How urgent did government and industry treat this vulnerability?

CISA added CVE-2023-4863 to its Known Exploited Vulnerabilities (KEV) catalog with a remediation action-due date of October 4, 2023, meaning federal civilian agencies had roughly three weeks under Binding Operational Directive 22-01 to patch or disable affected software. KEV listing is reserved for vulnerabilities CISA has confirmed are being actively exploited, not merely theoretical — this one qualified because Google's own advisory disclosed in-the-wild exploitation ahead of the patch.

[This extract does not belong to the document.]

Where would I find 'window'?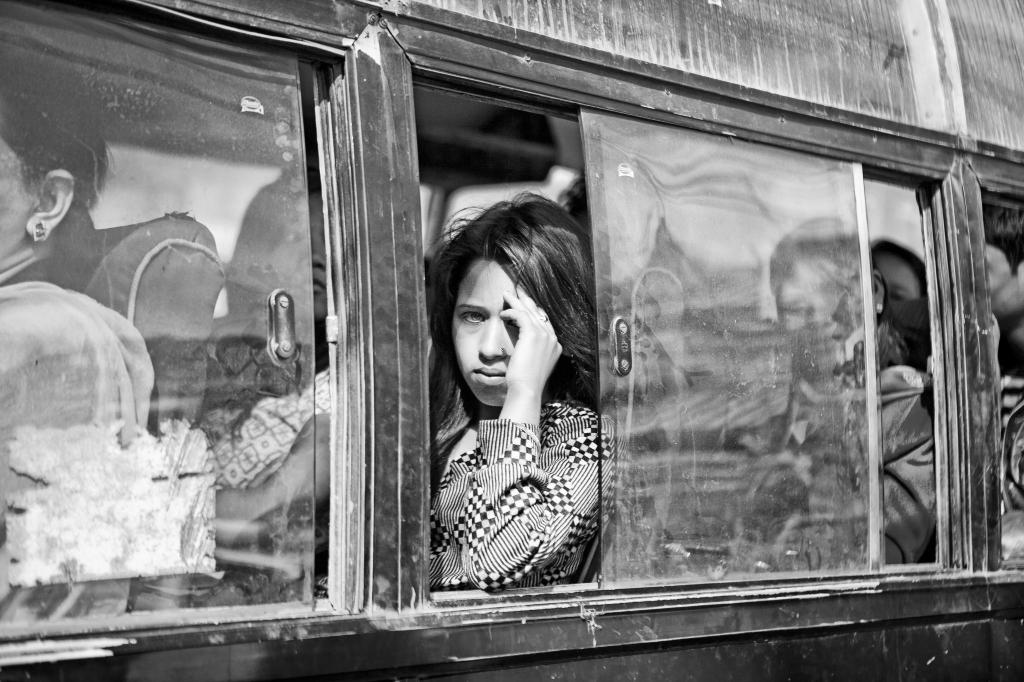
At box=[416, 72, 950, 605].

The advisory trail that followed spanned vendor bulletins from Google, Microsoft, and Mozilla, distribution security-tracker entries from Debian and Fedora, and the GitHub commit that shipped the actual bounds-check fix in the libwebp repository — a reference chain that, in itself, illustrates how many independent parties had to coordinate disclosure and patch timing around a single upstream commit.

What made this incident harder to fully remediate than a typical CVE?

Unlike a vulnerability confined to one application, CVE-2023-4863 required organizations to answer a question standard vulnerability scanners often can't: does any installed application, anywhere in this environment, bundle libwebp at any depth in its own build, independent of the operating system's patched copy? A scanner that only checks OS package manifests would report the system as remediated once apt upgrade ran, while an unpatched Electron app sitting in /opt with its own bundled Chromium remained exploitable. Security teams that relied on surface-level SBOMs generated at build time, rather than deep runtime or filesystem inspection, frequently missed these vendored copies entirely, because the vulnerable binary was several directories and a few dependency hops away from anything a manifest-only scan would list as a top-level package.

How Safeguard Helps

libwebp is exactly the shape of dependency that shallow scanning misses: a shared, vendored library that shows up several levels deep in a dependency graph rather than as a direct, declared dependency. Safeguard's deep dependency scanning walks resolved dependency graphs up to 100 levels — well past the 50-60 level ceiling common in other SCA tools — and captures the full path from an application's root down to a vulnerable node, so a libwebp-class bug buried inside a bundled Electron runtime or a transitive image-processing library doesn't disappear into a manifest gap. On top of that, Safeguard's vulnerability tracking ingests CISA's KEV catalog and EPSS scores alongside CVSS, so a finding that's flagged as actively exploited in the wild — as CVE-2023-4863 was before its patch even shipped — is surfaced and prioritized ahead of the hundreds of lower-urgency CVEs sitting in a typical backlog, rather than waiting to be triaged in severity order alone.